What is the difference between a soft decline and a hard decline in retry logic?

A soft decline, such as an insufficient funds (NSF) message or a temporary technical error, indicates that the payment might succeed on a later attempt.

A hard decline, such as a stolen card or an invalid account number, indicates a permanent failure where further attempts are prohibited by card schemes like Visa and Mastercard. Retry scheduling is only applicable to soft declines.

Attempting to retry a hard decline can lead to significant fines from the acquirer and potential flagging of the Merchant ID (MID) for non-compliant behaviour.

How does retry scheduling impact merchant fees and scheme penalties?

Excessive retries without a change in transaction circumstances can lead to scheme penalties. For instance, Mastercard and Visa have specific rules regarding the number of times a merchant can retry a single transaction within a certain timeframe.

Effective scheduling avoids these penalties by spacing out attempts and halting the process once the maximum limit is reached. Properly configured logic ensures that the cost of recovery does not outweigh the value of the transaction being processed.

Can retry scheduling be configured for 3D Secure transactions?

Retry scheduling is primarily used for Merchant Initiated Transactions (MITs) where the cardholder is off-session.

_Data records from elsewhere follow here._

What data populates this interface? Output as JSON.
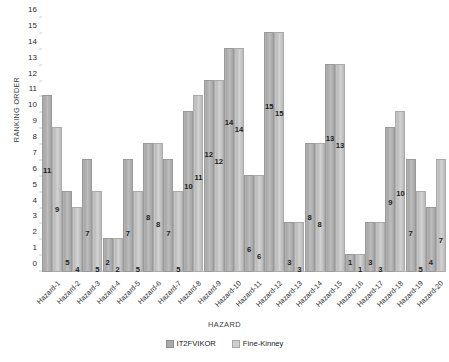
{
  "chart_data": {
    "type": "bar",
    "title": "",
    "xlabel": "HAZARD",
    "ylabel": "RANKING ORDER",
    "ylim": [
      0,
      16
    ],
    "yticks": [
      0,
      1,
      2,
      3,
      4,
      5,
      6,
      7,
      8,
      9,
      10,
      11,
      12,
      13,
      14,
      15,
      16
    ],
    "grid": false,
    "legend_position": "bottom",
    "categories": [
      "Hazard-1",
      "Hazard-2",
      "Hazard-3",
      "Hazard-4",
      "Hazard-5",
      "Hazard-6",
      "Hazard-7",
      "Hazard-8",
      "Hazard-9",
      "Hazard-10",
      "Hazard-11",
      "Hazard-12",
      "Hazard-13",
      "Hazard-14",
      "Hazard-15",
      "Hazard-16",
      "Hazard-17",
      "Hazard-18",
      "Hazard-19",
      "Hazard-20"
    ],
    "series": [
      {
        "name": "IT2FVIKOR",
        "color": "#ababab",
        "values": [
          11,
          5,
          7,
          2,
          7,
          8,
          7,
          10,
          12,
          14,
          6,
          15,
          3,
          8,
          13,
          1,
          3,
          9,
          7,
          4
        ]
      },
      {
        "name": "Fine-Kinney",
        "color": "#cfcfcf",
        "values": [
          9,
          4,
          5,
          2,
          5,
          8,
          5,
          11,
          12,
          14,
          6,
          15,
          3,
          8,
          13,
          1,
          3,
          10,
          5,
          7
        ]
      }
    ]
  },
  "legend": {
    "items": [
      {
        "label": "IT2FVIKOR"
      },
      {
        "label": "Fine-Kinney"
      }
    ]
  },
  "axes": {
    "x_title": "HAZARD",
    "y_title": "RANKING ORDER"
  }
}
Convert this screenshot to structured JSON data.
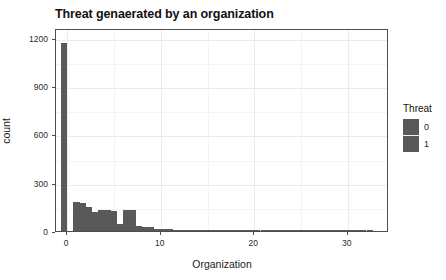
{
  "chart_data": {
    "type": "bar",
    "title": "Threat genaerated by an organization",
    "subtitle": "",
    "xlabel": "Organization",
    "ylabel": "count",
    "xlim": [
      -1.2,
      34.4
    ],
    "ylim": [
      0,
      1260
    ],
    "xticks": [
      0,
      10,
      20,
      30
    ],
    "xtick_labels": [
      "0",
      "10",
      "20",
      "30"
    ],
    "yticks": [
      0,
      300,
      600,
      900,
      1200
    ],
    "ytick_labels": [
      "0",
      "300",
      "600",
      "900",
      "1200"
    ],
    "y_minor_ticks": [
      150,
      450,
      750,
      1050
    ],
    "x_minor_ticks": [
      5,
      15,
      25
    ],
    "grid": true,
    "legend_position": "right",
    "bin_width": 0.66,
    "bar_color": "#595959",
    "panel_background": "#ffffff",
    "grid_color": "#ebebeb",
    "categories": [
      -0.33,
      0.33,
      1.0,
      1.66,
      2.33,
      3.0,
      3.66,
      4.33,
      5.0,
      5.66,
      6.33,
      7.0,
      7.66,
      8.33,
      9.0,
      9.66,
      10.33,
      11.0,
      11.66,
      12.33,
      13.0,
      13.66,
      14.33,
      15.0,
      15.66,
      16.33,
      17.0,
      17.66,
      18.33,
      19.0,
      19.66,
      20.33,
      21.0,
      21.66,
      22.33,
      23.0,
      23.66,
      24.33,
      25.0,
      25.66,
      26.33,
      27.0,
      27.66,
      28.33,
      29.0,
      29.66,
      30.33,
      31.0,
      31.66,
      32.33
    ],
    "values": [
      1168,
      0,
      180,
      175,
      150,
      120,
      130,
      130,
      125,
      45,
      128,
      128,
      30,
      28,
      25,
      12,
      14,
      14,
      5,
      5,
      5,
      8,
      3,
      2,
      2,
      2,
      2,
      2,
      2,
      2,
      2,
      2,
      2,
      2,
      2,
      2,
      2,
      2,
      2,
      2,
      2,
      2,
      2,
      2,
      2,
      2,
      2,
      2,
      2,
      4
    ],
    "series": [
      {
        "name": "0",
        "color": "#595959"
      },
      {
        "name": "1",
        "color": "#595959"
      }
    ],
    "legend": {
      "title": "Threat",
      "entries": [
        {
          "label": "0",
          "color": "#595959"
        },
        {
          "label": "1",
          "color": "#595959"
        }
      ]
    },
    "annotations": []
  },
  "legend": {
    "title": "Threat",
    "entries": [
      {
        "label": "0"
      },
      {
        "label": "1"
      }
    ]
  }
}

Transactions that require 3D Secure (3DS) authentication are typically Customer Initiated Transactions (CITs).

For these to be retried automatically, the merchant must have an initial agreement (Mandate) and the first transaction must be fully authenticated.

Subsequent retries are then flagged as MITs, using the exemption for recurring payments under SCA, though they must still refer back to the original authenticated session.

Does retrying a payment affect my authorisation rate metrics?

Initial attempts that fail will negatively impact your raw authorisation rate. However, successful retries improve your net recovery rate and overall revenue.

Most sophisticated payment analytics separate the 'first-time pass rate' from the 'final success rate' after retries. By analysing these separately, merchants can understand whether their initial authorisation issues are due to poor traffic quality or temporary technical hurdles that the scheduling logic is successfully mitigating.

How many times should a failed payment be retried before giving up?

Industry standards generally suggest a maximum of four to six attempts over a period of 15 to 30 days, depending on the MCC and the nature of the product.

The first few retries usually occur within the first 72 hours of the failure, as this is when recovery probability is highest.

Beyond 30 days, the likelihood of success for a soft decline drops significantly, and the risk of a dispute or chargeback if the cardholder has forgotten the subscription increases.

What role does the decline code play in timing the retry?

The decline code is the primary data point for scheduling. For example, a '51: Insufficient Funds' code suggests a retry should be timed near common paydays, such as the 1st or the 15th of the month, or every Friday.

A '05: Do Not Honour' or '96: System Malfunction' might suggest a technical glitch at the issuer, warranting a much faster retry, perhaps within hours, to catch the system after a reboot or sync.